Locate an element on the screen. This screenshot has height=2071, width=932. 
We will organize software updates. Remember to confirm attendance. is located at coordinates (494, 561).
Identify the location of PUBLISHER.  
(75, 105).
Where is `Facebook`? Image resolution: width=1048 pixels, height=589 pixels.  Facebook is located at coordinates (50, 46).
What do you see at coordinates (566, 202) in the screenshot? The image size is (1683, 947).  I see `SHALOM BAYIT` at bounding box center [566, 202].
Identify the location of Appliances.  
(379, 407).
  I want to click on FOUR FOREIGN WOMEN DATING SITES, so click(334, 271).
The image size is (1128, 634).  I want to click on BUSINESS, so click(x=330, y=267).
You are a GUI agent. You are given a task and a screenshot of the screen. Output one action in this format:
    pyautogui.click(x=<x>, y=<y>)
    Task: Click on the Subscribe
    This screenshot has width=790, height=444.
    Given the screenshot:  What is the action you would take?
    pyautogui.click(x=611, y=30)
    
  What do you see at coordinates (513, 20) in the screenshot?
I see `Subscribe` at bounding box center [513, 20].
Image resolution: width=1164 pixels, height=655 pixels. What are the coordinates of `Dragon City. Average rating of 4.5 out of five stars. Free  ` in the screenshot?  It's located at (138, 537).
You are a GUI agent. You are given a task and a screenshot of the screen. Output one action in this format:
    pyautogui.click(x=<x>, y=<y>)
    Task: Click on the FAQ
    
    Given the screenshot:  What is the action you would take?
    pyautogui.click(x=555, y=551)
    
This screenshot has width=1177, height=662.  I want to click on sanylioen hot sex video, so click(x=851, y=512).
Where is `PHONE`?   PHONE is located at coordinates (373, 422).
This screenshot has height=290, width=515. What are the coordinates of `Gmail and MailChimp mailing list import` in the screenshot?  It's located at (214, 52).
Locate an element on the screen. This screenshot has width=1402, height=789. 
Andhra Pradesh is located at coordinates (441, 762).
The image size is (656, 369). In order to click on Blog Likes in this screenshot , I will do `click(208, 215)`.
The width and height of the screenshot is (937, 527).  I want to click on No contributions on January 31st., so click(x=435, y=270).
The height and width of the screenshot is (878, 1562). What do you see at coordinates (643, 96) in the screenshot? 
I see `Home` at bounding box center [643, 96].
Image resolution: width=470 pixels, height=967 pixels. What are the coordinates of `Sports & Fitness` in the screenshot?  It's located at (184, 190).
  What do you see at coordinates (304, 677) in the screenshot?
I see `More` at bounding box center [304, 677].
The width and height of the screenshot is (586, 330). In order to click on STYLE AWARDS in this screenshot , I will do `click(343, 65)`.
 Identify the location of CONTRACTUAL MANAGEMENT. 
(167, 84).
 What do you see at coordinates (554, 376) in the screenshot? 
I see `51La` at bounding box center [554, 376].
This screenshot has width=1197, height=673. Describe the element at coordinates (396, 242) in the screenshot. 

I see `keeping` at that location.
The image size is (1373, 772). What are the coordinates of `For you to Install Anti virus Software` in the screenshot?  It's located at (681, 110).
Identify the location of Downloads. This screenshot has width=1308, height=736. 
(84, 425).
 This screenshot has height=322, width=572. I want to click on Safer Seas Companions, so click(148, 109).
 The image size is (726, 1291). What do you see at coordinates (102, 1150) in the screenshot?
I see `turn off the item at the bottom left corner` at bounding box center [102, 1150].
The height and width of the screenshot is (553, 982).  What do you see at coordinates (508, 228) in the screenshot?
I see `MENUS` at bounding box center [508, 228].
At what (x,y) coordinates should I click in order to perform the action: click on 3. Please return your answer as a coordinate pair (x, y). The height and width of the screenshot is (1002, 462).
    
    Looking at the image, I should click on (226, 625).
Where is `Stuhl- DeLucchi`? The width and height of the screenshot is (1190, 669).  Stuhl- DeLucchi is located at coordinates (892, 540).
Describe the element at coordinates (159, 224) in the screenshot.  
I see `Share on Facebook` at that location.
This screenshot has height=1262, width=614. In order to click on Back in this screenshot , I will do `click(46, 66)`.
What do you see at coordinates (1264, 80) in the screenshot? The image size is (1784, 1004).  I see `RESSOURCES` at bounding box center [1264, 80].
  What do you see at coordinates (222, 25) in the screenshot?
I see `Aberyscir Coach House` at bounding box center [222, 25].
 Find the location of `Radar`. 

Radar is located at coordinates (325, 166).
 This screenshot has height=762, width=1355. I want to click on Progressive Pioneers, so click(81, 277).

::::::::

> Problem to solve: Every entry above needs to be copied exactly.

> Solution below:
Locate an element on the screen. This screenshot has height=2071, width=932. 
We will organize software updates. Remember to confirm attendance. is located at coordinates (494, 561).
Identify the location of PUBLISHER.  
(75, 105).
Where is `Facebook`? Image resolution: width=1048 pixels, height=589 pixels.  Facebook is located at coordinates (50, 46).
What do you see at coordinates (566, 202) in the screenshot? The image size is (1683, 947).  I see `SHALOM BAYIT` at bounding box center [566, 202].
Identify the location of Appliances.  
(379, 407).
  I want to click on FOUR FOREIGN WOMEN DATING SITES, so click(334, 271).
The image size is (1128, 634).  I want to click on BUSINESS, so click(x=330, y=267).
You are a GUI agent. You are given a task and a screenshot of the screen. Output one action in this format:
    pyautogui.click(x=<x>, y=<y>)
    Task: Click on the Subscribe
    This screenshot has width=790, height=444.
    Given the screenshot:  What is the action you would take?
    pyautogui.click(x=611, y=30)
    
  What do you see at coordinates (513, 20) in the screenshot?
I see `Subscribe` at bounding box center [513, 20].
Image resolution: width=1164 pixels, height=655 pixels. What are the coordinates of `Dragon City. Average rating of 4.5 out of five stars. Free  ` in the screenshot?  It's located at (138, 537).
You are a GUI agent. You are given a task and a screenshot of the screen. Output one action in this format:
    pyautogui.click(x=<x>, y=<y>)
    Task: Click on the FAQ
    
    Given the screenshot:  What is the action you would take?
    pyautogui.click(x=555, y=551)
    
This screenshot has width=1177, height=662.  I want to click on sanylioen hot sex video, so click(x=851, y=512).
Where is `PHONE`?   PHONE is located at coordinates (373, 422).
This screenshot has height=290, width=515. What are the coordinates of `Gmail and MailChimp mailing list import` in the screenshot?  It's located at (214, 52).
Locate an element on the screen. This screenshot has width=1402, height=789. 
Andhra Pradesh is located at coordinates (441, 762).
The image size is (656, 369). In order to click on Blog Likes in this screenshot , I will do `click(208, 215)`.
The width and height of the screenshot is (937, 527).  I want to click on No contributions on January 31st., so click(x=435, y=270).
The height and width of the screenshot is (878, 1562). What do you see at coordinates (643, 96) in the screenshot? 
I see `Home` at bounding box center [643, 96].
Image resolution: width=470 pixels, height=967 pixels. What are the coordinates of `Sports & Fitness` in the screenshot?  It's located at (184, 190).
  What do you see at coordinates (304, 677) in the screenshot?
I see `More` at bounding box center [304, 677].
The width and height of the screenshot is (586, 330). In order to click on STYLE AWARDS in this screenshot , I will do `click(343, 65)`.
 Identify the location of CONTRACTUAL MANAGEMENT. 
(167, 84).
 What do you see at coordinates (554, 376) in the screenshot? 
I see `51La` at bounding box center [554, 376].
This screenshot has width=1197, height=673. Describe the element at coordinates (396, 242) in the screenshot. 

I see `keeping` at that location.
The image size is (1373, 772). What are the coordinates of `For you to Install Anti virus Software` in the screenshot?  It's located at (681, 110).
Identify the location of Downloads. This screenshot has width=1308, height=736. 
(84, 425).
 This screenshot has height=322, width=572. I want to click on Safer Seas Companions, so click(148, 109).
 The image size is (726, 1291). What do you see at coordinates (102, 1150) in the screenshot?
I see `turn off the item at the bottom left corner` at bounding box center [102, 1150].
The height and width of the screenshot is (553, 982).  What do you see at coordinates (508, 228) in the screenshot?
I see `MENUS` at bounding box center [508, 228].
At what (x,y) coordinates should I click in order to perform the action: click on 3. Please return your answer as a coordinate pair (x, y). The height and width of the screenshot is (1002, 462).
    
    Looking at the image, I should click on (226, 625).
Where is `Stuhl- DeLucchi`? The width and height of the screenshot is (1190, 669).  Stuhl- DeLucchi is located at coordinates (892, 540).
Describe the element at coordinates (159, 224) in the screenshot.  
I see `Share on Facebook` at that location.
This screenshot has height=1262, width=614. In order to click on Back in this screenshot , I will do `click(46, 66)`.
What do you see at coordinates (1264, 80) in the screenshot? The image size is (1784, 1004).  I see `RESSOURCES` at bounding box center [1264, 80].
  What do you see at coordinates (222, 25) in the screenshot?
I see `Aberyscir Coach House` at bounding box center [222, 25].
 Find the location of `Radar`. 

Radar is located at coordinates (325, 166).
 This screenshot has height=762, width=1355. I want to click on Progressive Pioneers, so click(81, 277).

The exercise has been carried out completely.